Indeed, the film became only the third film after It Happened One Night and One Flew Over The Cuckoo’s Nest to win all five big Oscars – Best Film, Best Actor, Best Actress, Best Director and Best Screenplay (Adapted). To date, it is the only horror film to win the Academy Award for Best Picture. That was an incredible achievement at the time and it only grows even more impressive as the years go on.

Hannibal 2001

There have been other Hannibal books and movies (the sequel Hannibal opened on Valentine’s Day 2001, exactly 10 years later. 2001 was appropriate as Hopkins had based the voice of Hannibal on Hal, the computer from Kubrick’s 2001).
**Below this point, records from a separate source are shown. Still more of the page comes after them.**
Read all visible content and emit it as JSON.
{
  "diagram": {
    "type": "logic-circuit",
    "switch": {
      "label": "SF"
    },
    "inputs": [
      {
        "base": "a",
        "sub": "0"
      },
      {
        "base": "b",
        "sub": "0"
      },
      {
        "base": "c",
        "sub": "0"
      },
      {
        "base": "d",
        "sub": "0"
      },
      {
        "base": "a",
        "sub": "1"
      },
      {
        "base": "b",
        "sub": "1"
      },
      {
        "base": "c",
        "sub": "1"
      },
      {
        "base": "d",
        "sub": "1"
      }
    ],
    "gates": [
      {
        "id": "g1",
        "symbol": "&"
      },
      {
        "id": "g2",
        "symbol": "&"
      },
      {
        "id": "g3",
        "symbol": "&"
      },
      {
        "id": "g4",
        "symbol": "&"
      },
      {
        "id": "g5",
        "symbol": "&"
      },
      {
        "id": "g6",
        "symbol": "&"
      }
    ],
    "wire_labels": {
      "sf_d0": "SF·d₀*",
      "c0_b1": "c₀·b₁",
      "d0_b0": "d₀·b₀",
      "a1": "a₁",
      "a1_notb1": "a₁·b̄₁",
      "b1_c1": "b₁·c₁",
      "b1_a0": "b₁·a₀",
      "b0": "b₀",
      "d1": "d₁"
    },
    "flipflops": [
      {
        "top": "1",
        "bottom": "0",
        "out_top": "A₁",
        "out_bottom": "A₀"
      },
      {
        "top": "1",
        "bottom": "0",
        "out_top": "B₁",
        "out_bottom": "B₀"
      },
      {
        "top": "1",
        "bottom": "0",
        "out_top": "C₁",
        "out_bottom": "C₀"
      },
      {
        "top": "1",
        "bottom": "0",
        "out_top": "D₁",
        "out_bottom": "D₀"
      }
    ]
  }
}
None of the new material ever really recaptured the greatness of Silence of the Lambs. It is one of the best thrillers ever made with career-bests from all those involved on every level. There are great twists that you don’t see coming. Even that ending, which refuses to tie things up in a neat bow is daring (it so freaked out one couple in America, that they apparently refused to leave the cinema afterwards). It’s got everything you could ask for really. So, this Valentine’s Day, when you get sick of all the predictable rom-coms, put on that magnificent dark Valentine, The Silence of the Lambs, and luxuriate in a masterclass of acting, filmmaking, screenwriting, photography and production, sound and costume design. You will never see its like again.